Sunday, 30 August 2009

Life's a lido

Tucked into a quiet corner of Tooting Common is a beautiful, sprawling mass of life and Britishness; dads reading sports pages, mums reading fashion pages, babies sleeeping, kids screaming, teenagers checking each other out, grown-ups checking out teenagers they probably shouldn't be, dropped ice creams melting into cartons of chips, cans of Stella snuck past lackadaisical security guards. It's all there.

A family flies past, leaping one by one off the side of the pool, each striking a diffferent pose in mid-air before crashing into the water; slim kids diving, fat kids bellyflopping, Luca taking in the scene with cool indifference.
On the way there I explained to Mum why the country was so gripped by a fear of England not winning the Ashes, despite being in a position where it is almost impossible to lose. I know precious little about cricket, but I don't want to miss anything, so I kept checking the score on my phone. Mum was unmoved.

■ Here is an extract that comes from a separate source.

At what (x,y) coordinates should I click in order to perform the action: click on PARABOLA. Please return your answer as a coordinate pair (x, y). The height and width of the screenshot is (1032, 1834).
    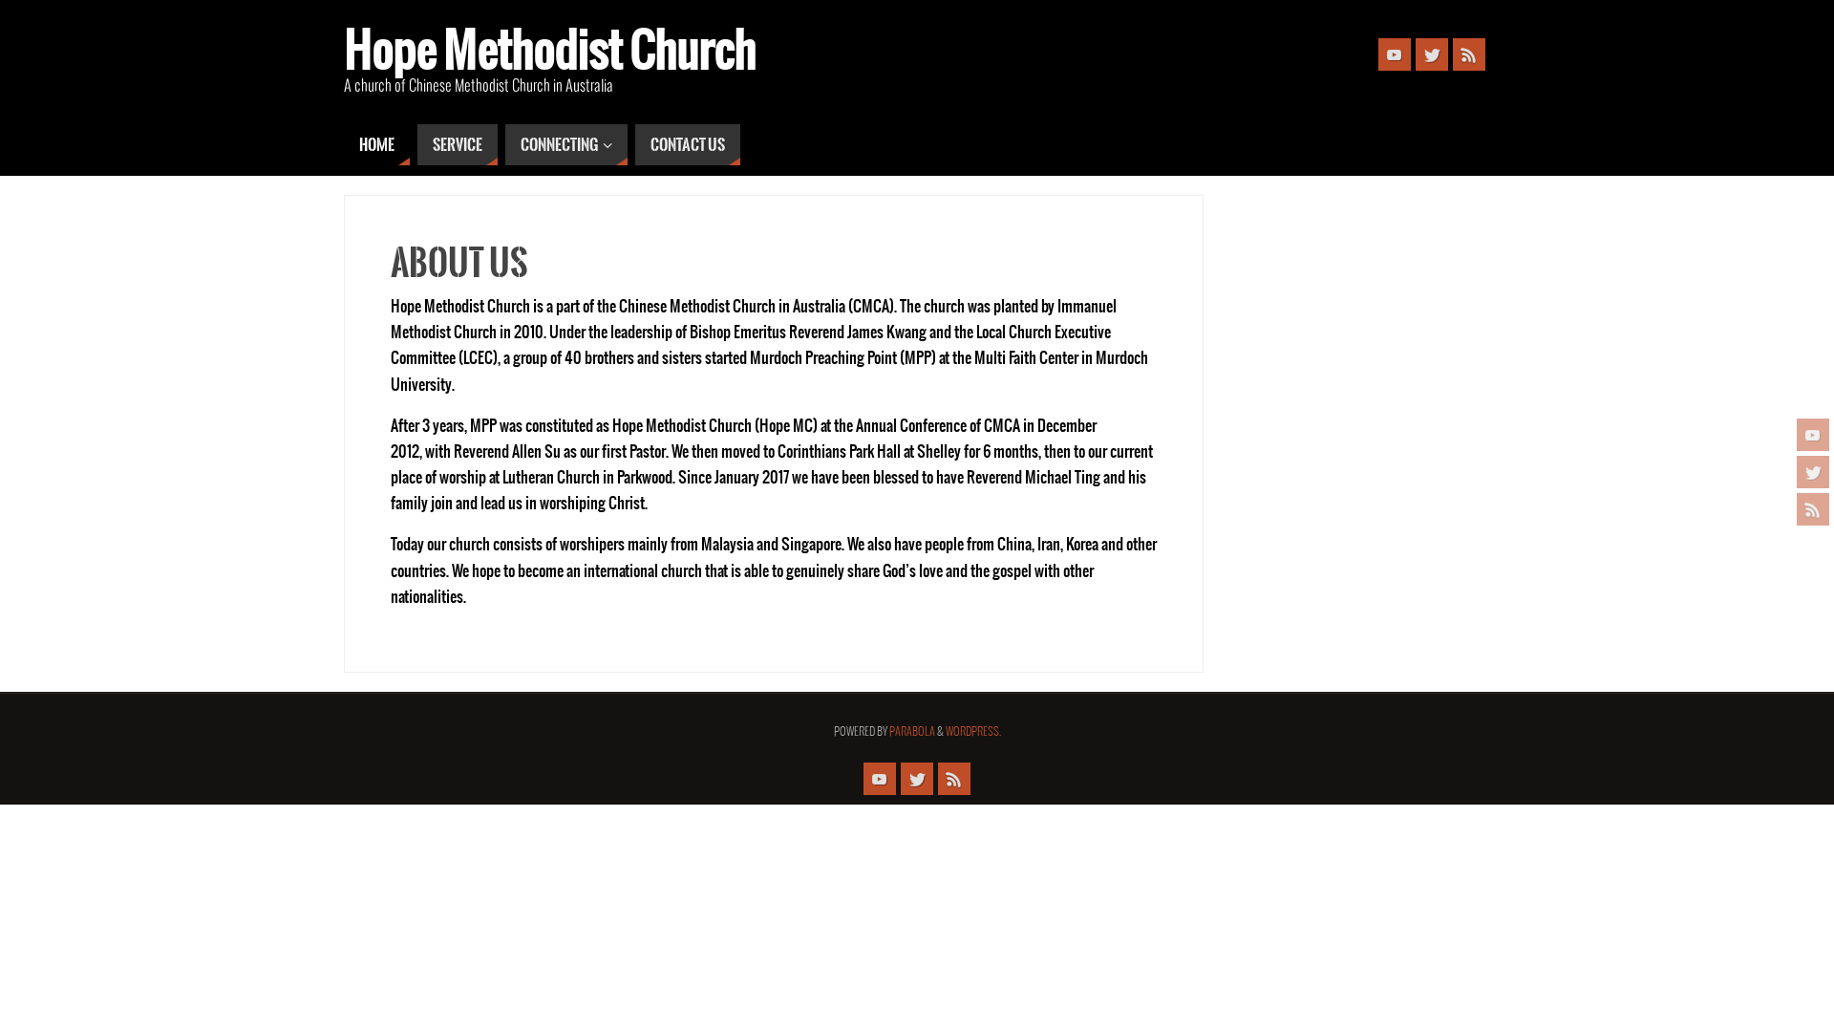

We found a spot next to another young family. They looked cool. We remembered when we might have conceivably looked cool, then we noticed a pram behind them, from which they eventually pulled a screaming one-year-old. Excellent.

In between increasingly frantic attempts to calm the angry baby, he was explaining to his wife that Australia needed to score more runs than any team ever has in a second innings.

"So how can England lose?" she asks tiredly.

"It's England. They always find a way to lose."

A few hours later another dad, flanked by rampaging toddler and weirdly thoughtful eight-year-old, is staring dreamily at his phone and explaining to his family that England really have won the Ashes. They don't care.

On the way home I go to the shop to get the Guardian and milk. There's two people ahead of me in the queue, and they are both buying the Guardian and milk.

When I was younger, I fancied I was bit different from the rest, a bit special, that life should and could have more glory in store for me than most. Years later, with my new family in a sun-soaked lido, I realise that we're essentially all the same.